Graphical representation of the Internet, circa 1994. No traffic, barely any sites, and the promise of big things off in the distance.

While we were back in Australia on furlough, most of my free time was spent either talking on the phone to my girlfriend for hours, or talking to random strangers online for hours. It’s possible neither activity was actually helping my non-existent social life. This was before all this new fang-dangled stuff you kids have, like Facebook. And mice. My parents even got me what they described as my ‘own phone line’, which turned out to be just a long phone cable to could take the phone down the hallway to my bedroom. Though, the silver lining on yet more abysmal parenting was Dad was able to hook us to the internet for free through his work.  This was a good thing. Since we were just about the only family in Bathurst to have the net at the time, it allowed me suddenly become cool and popular and to coin terms at school like ‘surfing the net’, ‘website’ and ‘oh my goodness why is it taking so long’.  In those days… well, the internet kinda sucked. Even our second, supercharged, ultrafast modem with winged monkeys from the future was only 14.4K (you kids wouldn’t understand) and still tied up the telephone line every time you wanted to use it. Downloading an HD movie back then would have taken about 5 years, which was fine I guess, since you’d need about 5000 Floppy Disks to keep swapping in & out to store it on so at that rate it’d take you 5 years just to watch the thing. Here’s a picture of one for you young whipper-snappers who never lived through the floppy era. On second thought, that sounds like some kind of medical condition. Let’s go with ‘Age of the Floppy Disk.’ Nana would always ring up and complain the phone had been busy for ages and I’d have to make up some story about talking to customer service in India or some equally implausible lie.  In the end, I guess the speed thing wasn’t really such a big deal, due to all the pages being mostly gray and boring and having nothing but blue links on them. Who thought blue on grey would be easy to read? Probably give you some kind of epileptic seizure. Looking back, it’s good that real people took the internet away from the nerds and actually made something useful out of it besides being able to tell if a coke machine in Milwaukee needed servicing.

There weren’t even search engines back then, since the guys that made Google were probably in kindergarten, their tiny bodies struggling under the weight of those huge heads. So rather than wait, we relied on magazines to lead us to internet gold. Of course, the net has now killed off most magazines, but back then I read Internet Underground which was obviously for hard-core hackers only. I couldn’t hack my way out of a bubble bath. The first site I ever went to was TV theme songs, which just about broke my internet fascination then and there, since clicking on things didn’t actually DO anything, until I realised you had to wait about 20 minutes just to get 30 seconds of poorly recorded audio from some fat guy’s TV in his mum’s basement. So the internet in general had a lot of growing to do. The greatest site of all was the X-Files episode guide which meant I always knew what was coming up and pretended to have psychic abilities at school. For my fellow X-filers, it wasn’t a big stretch.

The internet situation in Bolivia was even worse. By situation I of course mean, none. There was no internet there at all, so when I returned I had all kinds of important knowledge and insights I couldn’t share with the locals. The first year we were back they had an internet stand at the International Fair held in the city, but unfortunately (or was it?! cue ominous music) none of the staff knew how to use it. Chris & I hunted all over the place for a floppy disk for $47 so we could download the holy grail of internet downloads: The Anarchist’s CookBook.* There were no recipes as such ladies, but a wealth of knowledge useful in a country bountiful in things you probably couldn’t buy back home for fear of being stuck in a jail cell with someone named francis. Francis didn’t like you and believed your face looked better jammed in the toilet. Once we had the Anarchist’s CookBook in our hot little hands we set about making all kinds of bombs and destroying things, but those are stories for a more peaceful time. (Perhaps in a few weeks).

I actually miss the internet from the good ol’ days. Everything seemed so much quieter. No videos, no animations, just nerds finding ways to talk to girls without actual human contact. And there was that certain underground vibe to it that you can’t really ever get back, unless you literally are underground, in some Internet Café in soviet russia, which of course no longer exists. So, no. I’m sure the Americans will somehow take credit. Any nothing online has really gotten any faster. Pages take the same time to load, just now, they’re actually useful. To people not wearing ties and shorts at the same time. If the videos, animations and advertisements don’t give you a seizure.

*Don’t try it at home, unless your home happens to be in the 3rd world. Who knows what the government is watching these days. Also, MK Tales doesn’t advocate any activity that results in your mum screaming “What did you do to your hand?! Give it here, we’ll sew it back on after dinner.”

2 thoughts on “Early Days of the Internet

  1. I remember when we first got the internet. Dad gave us a choice: Internet or Pay TV. We chose Internet!! Back when it still played the little techno song to sign us in! That was in Kelso which is kind of the same as Bolivia!

  2. Ah, but what about your earliest experience with the net…or was it just mine?…with a 0.3K modem?? Now THAT was fast!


§ Problem requirements: Scan the material below for "Japan", then return each line that contains it.
▬▬▬
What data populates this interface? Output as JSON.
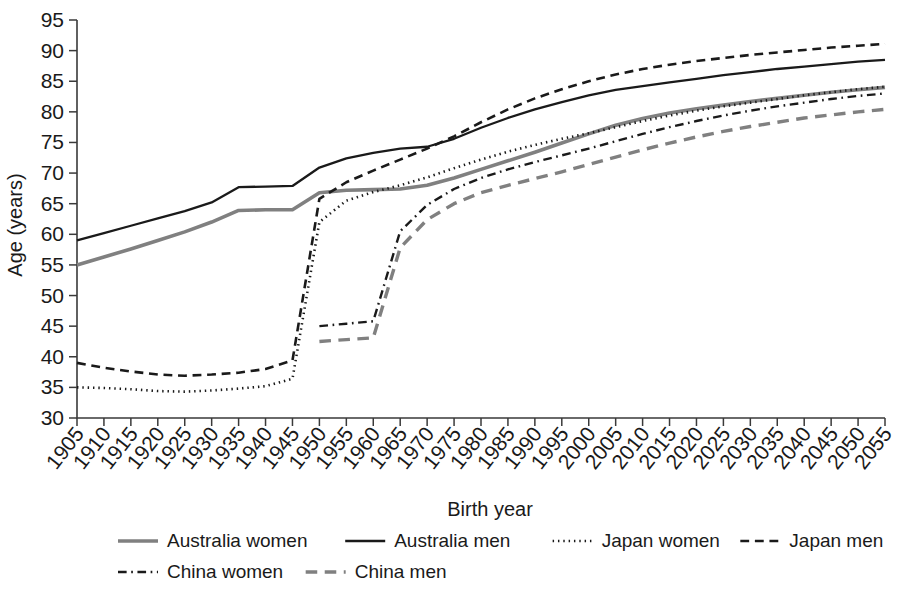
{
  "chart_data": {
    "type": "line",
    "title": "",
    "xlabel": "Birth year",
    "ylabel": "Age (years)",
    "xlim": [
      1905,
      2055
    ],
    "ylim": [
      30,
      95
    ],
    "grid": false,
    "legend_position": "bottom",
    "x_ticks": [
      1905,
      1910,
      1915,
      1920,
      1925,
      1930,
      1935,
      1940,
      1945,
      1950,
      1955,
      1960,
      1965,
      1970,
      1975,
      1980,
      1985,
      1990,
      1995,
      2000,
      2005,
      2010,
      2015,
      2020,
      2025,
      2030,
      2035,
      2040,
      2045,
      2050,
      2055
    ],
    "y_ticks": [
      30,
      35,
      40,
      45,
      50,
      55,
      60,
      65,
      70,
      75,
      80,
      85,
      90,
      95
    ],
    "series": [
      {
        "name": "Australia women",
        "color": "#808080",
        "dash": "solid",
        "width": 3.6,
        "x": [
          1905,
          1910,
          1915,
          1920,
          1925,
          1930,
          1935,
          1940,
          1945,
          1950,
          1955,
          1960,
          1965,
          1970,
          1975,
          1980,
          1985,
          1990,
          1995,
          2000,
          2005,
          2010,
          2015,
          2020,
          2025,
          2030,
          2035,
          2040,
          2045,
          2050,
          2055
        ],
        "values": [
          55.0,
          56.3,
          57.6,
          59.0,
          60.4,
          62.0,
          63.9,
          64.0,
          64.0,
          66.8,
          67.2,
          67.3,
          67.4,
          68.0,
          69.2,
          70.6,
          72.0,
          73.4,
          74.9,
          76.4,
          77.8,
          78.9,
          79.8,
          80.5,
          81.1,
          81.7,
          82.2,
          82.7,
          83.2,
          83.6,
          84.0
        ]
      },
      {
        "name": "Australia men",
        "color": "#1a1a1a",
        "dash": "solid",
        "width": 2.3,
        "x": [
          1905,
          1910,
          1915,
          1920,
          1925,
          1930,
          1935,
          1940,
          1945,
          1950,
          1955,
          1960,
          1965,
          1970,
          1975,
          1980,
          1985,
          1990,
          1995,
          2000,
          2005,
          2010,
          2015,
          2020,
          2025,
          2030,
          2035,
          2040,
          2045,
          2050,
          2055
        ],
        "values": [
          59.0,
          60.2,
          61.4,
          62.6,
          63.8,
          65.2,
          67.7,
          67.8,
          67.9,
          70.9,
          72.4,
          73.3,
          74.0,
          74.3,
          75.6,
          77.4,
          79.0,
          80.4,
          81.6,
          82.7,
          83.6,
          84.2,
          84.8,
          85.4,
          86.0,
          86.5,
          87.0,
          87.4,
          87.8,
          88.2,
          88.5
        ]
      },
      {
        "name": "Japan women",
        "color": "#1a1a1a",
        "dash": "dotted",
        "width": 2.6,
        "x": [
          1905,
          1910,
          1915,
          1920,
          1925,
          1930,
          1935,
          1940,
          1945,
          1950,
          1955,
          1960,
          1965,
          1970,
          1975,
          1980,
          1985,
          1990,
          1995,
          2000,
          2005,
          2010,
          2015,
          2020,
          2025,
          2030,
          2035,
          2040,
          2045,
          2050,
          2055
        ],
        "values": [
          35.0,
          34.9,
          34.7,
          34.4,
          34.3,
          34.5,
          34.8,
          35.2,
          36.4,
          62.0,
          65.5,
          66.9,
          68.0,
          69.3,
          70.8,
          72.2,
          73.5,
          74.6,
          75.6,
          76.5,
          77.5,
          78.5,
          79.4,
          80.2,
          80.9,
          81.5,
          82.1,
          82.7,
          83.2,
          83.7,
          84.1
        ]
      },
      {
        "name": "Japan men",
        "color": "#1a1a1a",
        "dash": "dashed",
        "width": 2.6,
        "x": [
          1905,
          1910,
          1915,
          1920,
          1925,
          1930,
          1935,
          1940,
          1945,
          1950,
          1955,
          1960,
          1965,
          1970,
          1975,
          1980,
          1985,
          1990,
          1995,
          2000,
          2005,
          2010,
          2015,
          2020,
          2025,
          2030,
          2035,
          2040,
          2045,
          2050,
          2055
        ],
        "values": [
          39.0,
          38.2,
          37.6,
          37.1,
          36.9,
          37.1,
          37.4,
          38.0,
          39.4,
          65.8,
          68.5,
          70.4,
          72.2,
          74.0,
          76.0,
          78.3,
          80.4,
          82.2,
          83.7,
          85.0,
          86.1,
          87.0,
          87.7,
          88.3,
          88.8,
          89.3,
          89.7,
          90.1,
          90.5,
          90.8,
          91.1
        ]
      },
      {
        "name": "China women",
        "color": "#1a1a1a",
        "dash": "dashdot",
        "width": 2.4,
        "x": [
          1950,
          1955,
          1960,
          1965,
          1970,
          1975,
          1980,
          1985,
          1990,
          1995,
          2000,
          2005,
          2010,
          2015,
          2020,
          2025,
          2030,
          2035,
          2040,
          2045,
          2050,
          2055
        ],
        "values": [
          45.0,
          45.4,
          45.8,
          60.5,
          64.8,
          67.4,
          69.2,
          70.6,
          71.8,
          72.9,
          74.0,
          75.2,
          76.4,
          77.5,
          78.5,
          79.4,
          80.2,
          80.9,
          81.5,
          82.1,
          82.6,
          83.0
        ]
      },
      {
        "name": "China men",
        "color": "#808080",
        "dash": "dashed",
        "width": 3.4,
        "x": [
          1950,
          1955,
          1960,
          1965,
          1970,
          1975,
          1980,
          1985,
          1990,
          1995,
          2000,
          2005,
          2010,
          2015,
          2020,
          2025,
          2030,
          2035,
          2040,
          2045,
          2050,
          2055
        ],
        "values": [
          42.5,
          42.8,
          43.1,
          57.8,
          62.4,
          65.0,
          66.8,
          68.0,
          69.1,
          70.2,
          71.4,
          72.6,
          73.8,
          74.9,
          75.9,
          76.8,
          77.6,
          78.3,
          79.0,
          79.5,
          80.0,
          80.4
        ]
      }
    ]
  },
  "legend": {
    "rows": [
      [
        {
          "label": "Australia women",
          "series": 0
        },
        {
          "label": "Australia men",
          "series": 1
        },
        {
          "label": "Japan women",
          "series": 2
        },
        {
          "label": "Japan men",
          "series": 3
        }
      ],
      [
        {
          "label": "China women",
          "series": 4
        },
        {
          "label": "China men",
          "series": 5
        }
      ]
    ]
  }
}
▬▬▬
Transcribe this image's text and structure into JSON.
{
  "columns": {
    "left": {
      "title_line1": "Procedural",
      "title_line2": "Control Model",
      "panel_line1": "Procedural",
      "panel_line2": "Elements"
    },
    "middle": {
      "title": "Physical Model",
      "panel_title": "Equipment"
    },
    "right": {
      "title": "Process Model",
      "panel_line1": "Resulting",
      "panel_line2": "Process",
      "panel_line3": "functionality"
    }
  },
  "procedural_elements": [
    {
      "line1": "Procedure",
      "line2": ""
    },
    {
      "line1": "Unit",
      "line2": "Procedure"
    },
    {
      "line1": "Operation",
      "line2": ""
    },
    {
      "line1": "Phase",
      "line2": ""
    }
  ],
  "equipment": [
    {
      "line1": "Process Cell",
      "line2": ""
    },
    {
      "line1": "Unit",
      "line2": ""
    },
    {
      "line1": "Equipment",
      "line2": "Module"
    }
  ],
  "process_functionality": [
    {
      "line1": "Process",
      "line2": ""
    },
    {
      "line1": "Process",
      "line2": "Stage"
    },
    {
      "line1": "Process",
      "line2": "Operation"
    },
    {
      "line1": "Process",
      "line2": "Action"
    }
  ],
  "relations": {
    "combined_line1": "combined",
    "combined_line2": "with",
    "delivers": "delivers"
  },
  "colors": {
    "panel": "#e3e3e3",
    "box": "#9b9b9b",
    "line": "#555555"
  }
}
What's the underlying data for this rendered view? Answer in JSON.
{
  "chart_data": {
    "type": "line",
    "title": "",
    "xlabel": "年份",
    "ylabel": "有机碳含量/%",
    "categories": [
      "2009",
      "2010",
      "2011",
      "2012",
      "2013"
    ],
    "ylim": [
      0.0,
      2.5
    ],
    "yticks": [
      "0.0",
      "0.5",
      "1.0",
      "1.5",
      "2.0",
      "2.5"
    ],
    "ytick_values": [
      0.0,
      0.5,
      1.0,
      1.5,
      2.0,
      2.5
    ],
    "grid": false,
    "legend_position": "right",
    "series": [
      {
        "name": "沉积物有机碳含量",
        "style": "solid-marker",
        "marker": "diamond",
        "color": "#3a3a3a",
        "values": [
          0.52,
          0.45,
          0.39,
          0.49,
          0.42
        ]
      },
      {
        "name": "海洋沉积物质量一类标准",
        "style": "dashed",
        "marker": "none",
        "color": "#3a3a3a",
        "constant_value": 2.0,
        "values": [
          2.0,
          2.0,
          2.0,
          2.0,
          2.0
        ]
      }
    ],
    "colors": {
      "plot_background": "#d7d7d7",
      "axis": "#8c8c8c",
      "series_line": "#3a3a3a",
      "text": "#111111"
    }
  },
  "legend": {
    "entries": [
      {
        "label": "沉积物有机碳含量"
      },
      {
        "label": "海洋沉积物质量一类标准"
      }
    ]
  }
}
▬▬▬
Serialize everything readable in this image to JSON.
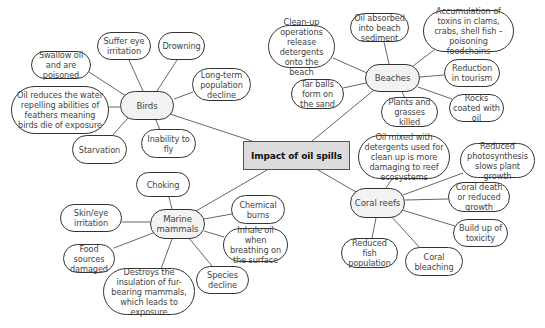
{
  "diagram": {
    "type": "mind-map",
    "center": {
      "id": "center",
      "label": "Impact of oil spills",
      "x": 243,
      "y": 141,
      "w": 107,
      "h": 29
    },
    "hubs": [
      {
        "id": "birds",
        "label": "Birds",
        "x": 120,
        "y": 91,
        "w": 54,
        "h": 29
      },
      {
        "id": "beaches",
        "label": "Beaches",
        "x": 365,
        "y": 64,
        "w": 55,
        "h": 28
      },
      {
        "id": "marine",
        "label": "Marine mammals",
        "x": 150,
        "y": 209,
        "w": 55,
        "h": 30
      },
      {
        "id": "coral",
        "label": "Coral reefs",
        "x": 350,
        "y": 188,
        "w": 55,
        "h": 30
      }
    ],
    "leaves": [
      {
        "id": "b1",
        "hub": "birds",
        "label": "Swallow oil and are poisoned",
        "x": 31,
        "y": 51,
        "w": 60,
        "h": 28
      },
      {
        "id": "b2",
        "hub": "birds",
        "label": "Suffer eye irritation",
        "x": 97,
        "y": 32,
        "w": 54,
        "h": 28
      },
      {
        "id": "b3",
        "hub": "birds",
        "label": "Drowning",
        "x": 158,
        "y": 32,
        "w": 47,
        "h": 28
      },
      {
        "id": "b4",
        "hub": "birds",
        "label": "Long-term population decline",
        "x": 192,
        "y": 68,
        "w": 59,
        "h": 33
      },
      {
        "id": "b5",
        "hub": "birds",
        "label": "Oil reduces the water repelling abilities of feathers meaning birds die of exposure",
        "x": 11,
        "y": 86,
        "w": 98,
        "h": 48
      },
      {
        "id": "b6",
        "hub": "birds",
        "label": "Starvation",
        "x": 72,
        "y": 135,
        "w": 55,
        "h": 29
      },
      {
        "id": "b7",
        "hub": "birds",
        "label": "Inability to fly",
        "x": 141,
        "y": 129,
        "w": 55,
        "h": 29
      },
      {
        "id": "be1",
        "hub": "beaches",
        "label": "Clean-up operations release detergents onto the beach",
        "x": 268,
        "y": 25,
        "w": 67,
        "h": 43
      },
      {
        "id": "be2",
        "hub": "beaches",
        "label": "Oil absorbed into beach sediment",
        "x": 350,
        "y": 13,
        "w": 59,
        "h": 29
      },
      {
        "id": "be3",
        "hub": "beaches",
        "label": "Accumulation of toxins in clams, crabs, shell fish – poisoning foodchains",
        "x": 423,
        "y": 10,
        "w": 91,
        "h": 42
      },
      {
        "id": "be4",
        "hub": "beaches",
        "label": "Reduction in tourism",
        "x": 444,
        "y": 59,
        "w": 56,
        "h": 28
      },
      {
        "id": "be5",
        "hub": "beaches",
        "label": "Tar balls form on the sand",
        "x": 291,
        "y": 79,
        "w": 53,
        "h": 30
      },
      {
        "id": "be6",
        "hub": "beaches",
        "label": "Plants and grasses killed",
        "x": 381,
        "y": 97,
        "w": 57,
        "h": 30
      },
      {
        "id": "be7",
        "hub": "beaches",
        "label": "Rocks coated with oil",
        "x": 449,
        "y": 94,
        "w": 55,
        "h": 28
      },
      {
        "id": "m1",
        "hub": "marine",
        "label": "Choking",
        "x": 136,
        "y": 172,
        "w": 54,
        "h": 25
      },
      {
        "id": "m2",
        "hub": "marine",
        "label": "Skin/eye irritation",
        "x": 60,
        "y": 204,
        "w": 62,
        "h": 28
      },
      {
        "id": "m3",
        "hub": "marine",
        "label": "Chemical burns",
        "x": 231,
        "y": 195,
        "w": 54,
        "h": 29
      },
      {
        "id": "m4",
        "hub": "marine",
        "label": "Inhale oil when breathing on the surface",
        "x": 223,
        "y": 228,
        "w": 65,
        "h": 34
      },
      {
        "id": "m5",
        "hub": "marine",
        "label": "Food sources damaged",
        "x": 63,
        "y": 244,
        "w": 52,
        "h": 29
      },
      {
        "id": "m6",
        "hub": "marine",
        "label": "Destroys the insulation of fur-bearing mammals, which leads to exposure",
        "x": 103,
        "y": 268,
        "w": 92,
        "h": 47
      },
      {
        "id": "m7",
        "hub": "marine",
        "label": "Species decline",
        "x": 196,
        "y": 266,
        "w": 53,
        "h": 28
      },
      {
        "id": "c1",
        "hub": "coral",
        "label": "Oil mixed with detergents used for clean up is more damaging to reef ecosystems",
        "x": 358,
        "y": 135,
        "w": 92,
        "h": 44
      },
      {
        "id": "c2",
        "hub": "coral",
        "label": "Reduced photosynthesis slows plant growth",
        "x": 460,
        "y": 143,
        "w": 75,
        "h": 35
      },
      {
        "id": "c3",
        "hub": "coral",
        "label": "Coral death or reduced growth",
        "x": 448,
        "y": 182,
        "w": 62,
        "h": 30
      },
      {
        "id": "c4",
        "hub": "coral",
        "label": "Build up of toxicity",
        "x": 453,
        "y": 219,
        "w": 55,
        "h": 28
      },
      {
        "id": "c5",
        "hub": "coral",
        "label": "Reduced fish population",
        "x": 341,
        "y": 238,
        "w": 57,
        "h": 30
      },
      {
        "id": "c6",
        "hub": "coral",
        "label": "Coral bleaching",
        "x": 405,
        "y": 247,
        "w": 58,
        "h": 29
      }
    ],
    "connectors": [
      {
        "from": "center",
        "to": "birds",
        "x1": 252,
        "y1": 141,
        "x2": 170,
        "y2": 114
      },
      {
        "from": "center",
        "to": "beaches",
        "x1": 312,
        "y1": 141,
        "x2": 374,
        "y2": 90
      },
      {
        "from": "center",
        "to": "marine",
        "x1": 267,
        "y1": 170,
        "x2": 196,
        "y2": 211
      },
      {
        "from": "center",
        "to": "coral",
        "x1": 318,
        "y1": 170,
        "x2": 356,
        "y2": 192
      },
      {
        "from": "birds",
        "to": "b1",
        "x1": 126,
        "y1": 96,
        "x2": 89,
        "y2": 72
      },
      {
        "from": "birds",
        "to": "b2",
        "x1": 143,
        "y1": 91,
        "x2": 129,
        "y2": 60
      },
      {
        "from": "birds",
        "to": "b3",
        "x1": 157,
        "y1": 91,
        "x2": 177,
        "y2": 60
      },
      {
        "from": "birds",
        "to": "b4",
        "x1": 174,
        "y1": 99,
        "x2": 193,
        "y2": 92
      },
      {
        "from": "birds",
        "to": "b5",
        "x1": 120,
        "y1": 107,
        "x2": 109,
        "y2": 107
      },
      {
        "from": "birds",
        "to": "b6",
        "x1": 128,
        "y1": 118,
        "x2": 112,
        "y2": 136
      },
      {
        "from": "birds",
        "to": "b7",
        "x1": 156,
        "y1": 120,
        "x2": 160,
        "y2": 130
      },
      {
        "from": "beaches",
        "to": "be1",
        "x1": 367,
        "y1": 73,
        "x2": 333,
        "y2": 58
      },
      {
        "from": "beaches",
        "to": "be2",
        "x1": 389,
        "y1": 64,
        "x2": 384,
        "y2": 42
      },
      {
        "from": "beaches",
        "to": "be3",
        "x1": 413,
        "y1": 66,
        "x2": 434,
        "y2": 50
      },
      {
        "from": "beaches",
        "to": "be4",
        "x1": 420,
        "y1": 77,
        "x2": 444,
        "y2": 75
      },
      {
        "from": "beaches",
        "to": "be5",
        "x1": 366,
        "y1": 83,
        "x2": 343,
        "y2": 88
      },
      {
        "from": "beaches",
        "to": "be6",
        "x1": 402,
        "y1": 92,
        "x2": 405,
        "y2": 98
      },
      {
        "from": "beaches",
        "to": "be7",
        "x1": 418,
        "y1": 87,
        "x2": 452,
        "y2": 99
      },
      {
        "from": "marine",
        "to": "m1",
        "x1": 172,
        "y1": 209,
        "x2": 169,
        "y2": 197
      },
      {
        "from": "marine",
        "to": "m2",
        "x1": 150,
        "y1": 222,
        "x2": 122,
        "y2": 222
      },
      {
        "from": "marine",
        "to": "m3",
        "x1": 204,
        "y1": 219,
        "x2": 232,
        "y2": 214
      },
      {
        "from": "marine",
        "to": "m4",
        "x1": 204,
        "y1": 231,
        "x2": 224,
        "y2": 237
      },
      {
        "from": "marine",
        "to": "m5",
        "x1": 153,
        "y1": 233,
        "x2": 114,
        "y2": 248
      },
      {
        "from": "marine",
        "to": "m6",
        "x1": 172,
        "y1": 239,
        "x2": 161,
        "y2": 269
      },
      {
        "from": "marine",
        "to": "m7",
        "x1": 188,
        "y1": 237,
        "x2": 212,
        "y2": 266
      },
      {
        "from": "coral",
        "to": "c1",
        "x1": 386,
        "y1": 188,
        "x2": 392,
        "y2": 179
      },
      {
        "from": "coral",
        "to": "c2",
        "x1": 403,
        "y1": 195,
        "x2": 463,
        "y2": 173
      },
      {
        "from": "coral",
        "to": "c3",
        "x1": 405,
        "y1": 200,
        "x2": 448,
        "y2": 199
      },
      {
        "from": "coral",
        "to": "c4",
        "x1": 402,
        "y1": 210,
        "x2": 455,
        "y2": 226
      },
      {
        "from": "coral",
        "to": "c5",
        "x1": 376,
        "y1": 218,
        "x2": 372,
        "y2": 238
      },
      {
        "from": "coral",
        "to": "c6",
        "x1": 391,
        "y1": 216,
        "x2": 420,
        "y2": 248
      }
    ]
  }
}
▬▬▬
§ Answer box:
        "name": "Japan women",
        "name": "Japan men",
          "label": "Japan women",
          "label": "Japan men",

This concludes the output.